You'll here arguing to the contrary but according to all recent testing and study lithium chemistries are typically happiest in the middle of the SoC, so around 50% and un happiest at the top or bottom, so in the lower and upper 20%.

It's important to know that just how these batteries are managed isn't common knowledge and in all likelihood they have buffers built into the BMS to avoid both extreme ends of the SoC issue. Si don't worry about it.
 
Kirknc said:
What about cell balancing.

On another forum, a member collected data from their Juicebox EVSE that showed cell balancing happens when hill top reserve is on and the battery reaches its "full" charge. That would be the gentlest way for the battery to get it to balance the cells.
 
RickCH said:
Kirknc said:
What about cell balancing.

On another forum, a member collected data from their Juicebox EVSE that showed cell balancing happens when hill top reserve is on and the battery reaches its "full" charge. That would be the gentlest way for the battery to get it to balance the cells.

can you please supply a link for this?
 
Also your range is a guess. Based on math.

You can’t “weigh” the charge in your battery or put a float or dipstick in it like gasoline to see how much is left.

This is why some people call the range meter, a “Guess-o-Meter”. Chevy calls it a “Confidence Gauge”.

The guess of how many miles you have left gets worse over time if you don’t fully charge.

The only 100% confident battery charge is 100% full or 0%. Since 0% does harm, we never want that!

When you fully charge, the car corrects the confidence meter, so what you see is what you get.

My charge estimate was off by -15% after a month or two of partial charges. That is, the battery was actually 15% lower than the guess-o-meter was telling me.

So always fully charge before a long trip when you will need confidence in distance. And I think it is a good idea to charge to 100% once a month, if you can tolerate 15% error. I charge to 100% about twice a month, because I want to have lower error on my range gauge.
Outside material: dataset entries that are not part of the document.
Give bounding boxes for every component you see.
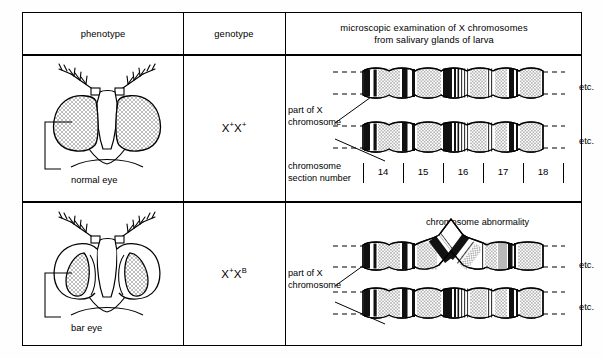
section-caption-line1: chromosome <box>288 161 351 173</box>
chromosome-abnormal-bottom <box>323 283 585 323</box>
comparison-table: phenotype genotype microscopic examinati… <box>22 12 582 346</box>
genotype-normal-sup2: + <box>242 120 246 129</box>
header-row-divider <box>23 54 581 56</box>
chromosome-normal-bottom <box>323 117 585 157</box>
section-number-caption: chromosome section number <box>288 161 351 184</box>
etc-normal-bottom: etc. <box>579 135 594 146</box>
genotype-bar-base2: X <box>234 268 242 280</box>
row-divider <box>23 201 581 203</box>
header-microscopy-line2: from salivary glands of larva <box>374 34 494 46</box>
column-divider-1 <box>183 13 184 345</box>
section-number-15: 15 <box>403 166 443 177</box>
etc-normal-top: etc. <box>579 81 594 92</box>
section-number-14: 14 <box>363 166 403 177</box>
section-tick <box>563 163 564 183</box>
genotype-bar-sup2: B <box>242 266 247 275</box>
normal-fly-head-drawing <box>31 57 183 179</box>
section-caption-line2: section number <box>288 173 351 185</box>
diagram-sheet: phenotype genotype microscopic examinati… <box>0 0 603 358</box>
etc-bar-top: etc. <box>579 259 594 270</box>
header-phenotype: phenotype <box>23 13 183 54</box>
header-genotype-label: genotype <box>214 28 253 40</box>
genotype-bar: X+XB <box>183 266 285 280</box>
normal-eye-label: normal eye <box>71 174 117 186</box>
section-number-scale: 14 15 16 17 18 <box>363 161 583 187</box>
etc-bar-bottom: etc. <box>579 301 594 312</box>
header-microscopy-line1: microscopic examination of X chromosomes <box>340 22 527 34</box>
bar-fly-head-drawing <box>31 205 183 327</box>
bar-eye-label: bar eye <box>71 322 102 334</box>
header-microscopy: microscopic examination of X chromosomes… <box>285 13 583 54</box>
header-phenotype-label: phenotype <box>81 28 126 40</box>
section-number-16: 16 <box>443 166 483 177</box>
chromosome-normal-top <box>323 63 585 103</box>
section-number-17: 17 <box>483 166 523 177</box>
genotype-normal: X+X+ <box>183 120 285 134</box>
genotype-normal-base2: X <box>234 122 242 134</box>
header-genotype: genotype <box>183 13 285 54</box>
section-number-18: 18 <box>523 166 563 177</box>
genotype-normal-base1: X <box>222 122 230 134</box>
chromosome-abnormal-top <box>323 217 585 275</box>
But everything I have read agrees with keeping the battery “in the middle” state of charge for battery health and longivity and to store it for long periods at a low (20-30%) charge. So when I do take it to 100%, I get in and drive within an hour or two so it’s not parked at 100% for very long.

Cell phone batteries are noticably weaker after 2 years. Because most of us charge them to 100% daily, and we have no easy way to stop charging our cell phones at 80% in the middle of the night as we sleep.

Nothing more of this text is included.